I don't understand what you guys are arguing about. You are both right. You need compute power to be able to do your visibility testing, culling. It's also true that you need an SSD that's fast enough to be able to read blocks of data for models and 8k textures very quickly. Each model had up to four 8k textures, by the description. There's a ton of texture data being moved. Is the Series X fast enough to stream in all that texture data? We have no idea because they didn't run it on series x and they didn't give any metrics. It's definitely possible that slower drives would have to live with 4k textures in place of 8k textures etc. We don't know yet
Maybe PS5 doesn't have to worry about mip selection because it's just fast enough to load textures in. Maybe a slower SSD on a PC, or some other device would have to live with 4k or 2k textures. Maybe Xbox will stream in a lower resolution textures then blend and swap to the high resolution texture if it arrives a frame late (that is how they described sampler feedback streaming). We don't know if the scenes on ps5 were pushing io in a way that the series x ssd couldn't handle.
For me like, I'm trying my best to separate what could be I/O and what could be compute.
and when I think of compute we have been doing 4K graphics on lesser hardware. So most people just think it's an I/O problem.
See Xbox One X for instance. Most people are willing to trade resolution for more graphics detail.
But they misunderstood why they don't respect 4K resolution and it's because of the following reason:
To obtain 100% raster efficiency, one must have a triangle/pixel coverage of 1 triangle per 16 pixels.
This means, resolution be damned, high or low, when you move up to 4K or down, the ratio of triangles to pixels are roughly the same. The only thing that changes is aliasing quality.
But because Fixed Function hardware is still so fast, even with older weaker harder we are capable of doing this, all we need is bandwidth to feed the fixed function units.
It would appear that 32 ROPs on X1X was just sufficient enough.
So you see 6TF isn't a lot of power, the power came from Fixed Function units. The 6TF of compute was augmenting and adding complexity to the FF pipeline.
And when we look at the memory footprint, the textures are still 4K in size however and make up a majority or the streaming bandwidth required and the capacity in memory. With normals, mips etc. And textures take up vastly more footprint than vertex meshes.
When you match mesh with textures the mesh size needs to inflate by nearly 16x the amount.
So the question becomes, was streaming the issue for rendering unlimited detail technology? Or that fact that we didn't' develop the technology to get away from fixed function hardware.
The obvious limitation for no unlimited detail for today is not I/O. Because even with a 100GB/s SSD speed, you'd croak trying to work with subpixel triangles and single pixel triangles on any FF hardware pipeline. The problem is exponential.
That was the limitation, and by moving that limitation over to compute and away from Fixed Function, now you are looking at largely how much compute power you have to draw the screen.
Which means the I/O portion of it, actually worked within the realms of what we have already.
It was the rendering method.
So with 12 GB of memory, a slow 100MB/s drive, 4K textures and a huge buffer period, they still managed a high fidelity 4K game at 60fps. Virtually streamed.
They only thing missing was not the textures, but the triangle meshes. And it's not because FF hardware isn't capable of producing a lot of triangles or culling them, but because it croaks exponentially worse once it drops below a specific triangle/pixel emission output.
Triangle meshes shouldn't inflate the size to 500x more I/O requirement.
But if Gears 5 moved to unlimited detail and added in 4K meshes to match those 4K textures. Removing the mips, lod, normals etc. They should have capacity and more than enough to hold those denser meshes.
But the compute power would not nearly be enough to do 4K anymore. It will be significantly less, like 1080p to 1440p or even worse than that.
Thus I believe the I/O from Sony is largely spent streaming in the 8K textures and 16K shadowmaps.
so 8K textures are 4x more size than 4K textures. 16MB per texture vs 67MB per texture without compression. And that's the whole texture, not the streaming texture from drive.
These SSD drives are capable of a shit ton more and that's why they wanted to showcase it could even handle movie quality assets.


Exercise prompt:
Give back the full data, unchanged and complete.

*** Task input ***

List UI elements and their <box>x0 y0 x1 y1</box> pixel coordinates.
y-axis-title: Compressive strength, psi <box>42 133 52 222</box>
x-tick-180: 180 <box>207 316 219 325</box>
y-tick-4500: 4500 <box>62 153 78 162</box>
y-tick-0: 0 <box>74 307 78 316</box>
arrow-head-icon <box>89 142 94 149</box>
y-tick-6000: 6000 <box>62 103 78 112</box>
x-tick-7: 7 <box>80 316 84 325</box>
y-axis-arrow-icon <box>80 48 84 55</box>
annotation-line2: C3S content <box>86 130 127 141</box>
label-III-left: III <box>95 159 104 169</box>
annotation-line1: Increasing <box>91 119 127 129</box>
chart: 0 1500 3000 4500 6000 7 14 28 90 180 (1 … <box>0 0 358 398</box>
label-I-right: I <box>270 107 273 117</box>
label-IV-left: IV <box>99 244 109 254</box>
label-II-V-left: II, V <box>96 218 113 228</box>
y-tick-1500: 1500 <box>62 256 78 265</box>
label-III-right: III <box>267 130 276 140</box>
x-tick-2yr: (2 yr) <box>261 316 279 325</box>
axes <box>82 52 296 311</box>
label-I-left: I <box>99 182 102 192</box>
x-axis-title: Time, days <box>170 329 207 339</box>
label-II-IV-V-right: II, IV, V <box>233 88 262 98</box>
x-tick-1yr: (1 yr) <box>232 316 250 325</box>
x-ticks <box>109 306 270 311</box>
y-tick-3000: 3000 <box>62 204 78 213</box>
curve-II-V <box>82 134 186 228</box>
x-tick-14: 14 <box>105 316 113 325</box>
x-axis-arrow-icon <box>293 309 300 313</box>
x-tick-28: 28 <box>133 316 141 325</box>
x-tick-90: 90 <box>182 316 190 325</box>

*** End of Task input ***

Answer space:
List UI elements and their <box>x0 y0 x1 y1</box> pixel coordinates.
y-axis-title: Compressive strength, psi <box>42 133 52 222</box>
x-tick-180: 180 <box>207 316 219 325</box>
y-tick-4500: 4500 <box>62 153 78 162</box>
y-tick-0: 0 <box>74 307 78 316</box>
arrow-head-icon <box>89 142 94 149</box>
y-tick-6000: 6000 <box>62 103 78 112</box>
x-tick-7: 7 <box>80 316 84 325</box>
y-axis-arrow-icon <box>80 48 84 55</box>
annotation-line2: C3S content <box>86 130 127 141</box>
label-III-left: III <box>95 159 104 169</box>
annotation-line1: Increasing <box>91 119 127 129</box>
chart: 0 1500 3000 4500 6000 7 14 28 90 180 (1 … <box>0 0 358 398</box>
label-I-right: I <box>270 107 273 117</box>
label-IV-left: IV <box>99 244 109 254</box>
label-II-V-left: II, V <box>96 218 113 228</box>
y-tick-1500: 1500 <box>62 256 78 265</box>
label-III-right: III <box>267 130 276 140</box>
x-tick-2yr: (2 yr) <box>261 316 279 325</box>
axes <box>82 52 296 311</box>
label-I-left: I <box>99 182 102 192</box>
x-axis-title: Time, days <box>170 329 207 339</box>
label-II-IV-V-right: II, IV, V <box>233 88 262 98</box>
x-tick-1yr: (1 yr) <box>232 316 250 325</box>
x-ticks <box>109 306 270 311</box>
y-tick-3000: 3000 <box>62 204 78 213</box>
curve-II-V <box>82 134 186 228</box>
x-tick-14: 14 <box>105 316 113 325</box>
x-axis-arrow-icon <box>293 309 300 313</box>
x-tick-28: 28 <box>133 316 141 325</box>
x-tick-90: 90 <box>182 316 190 325</box>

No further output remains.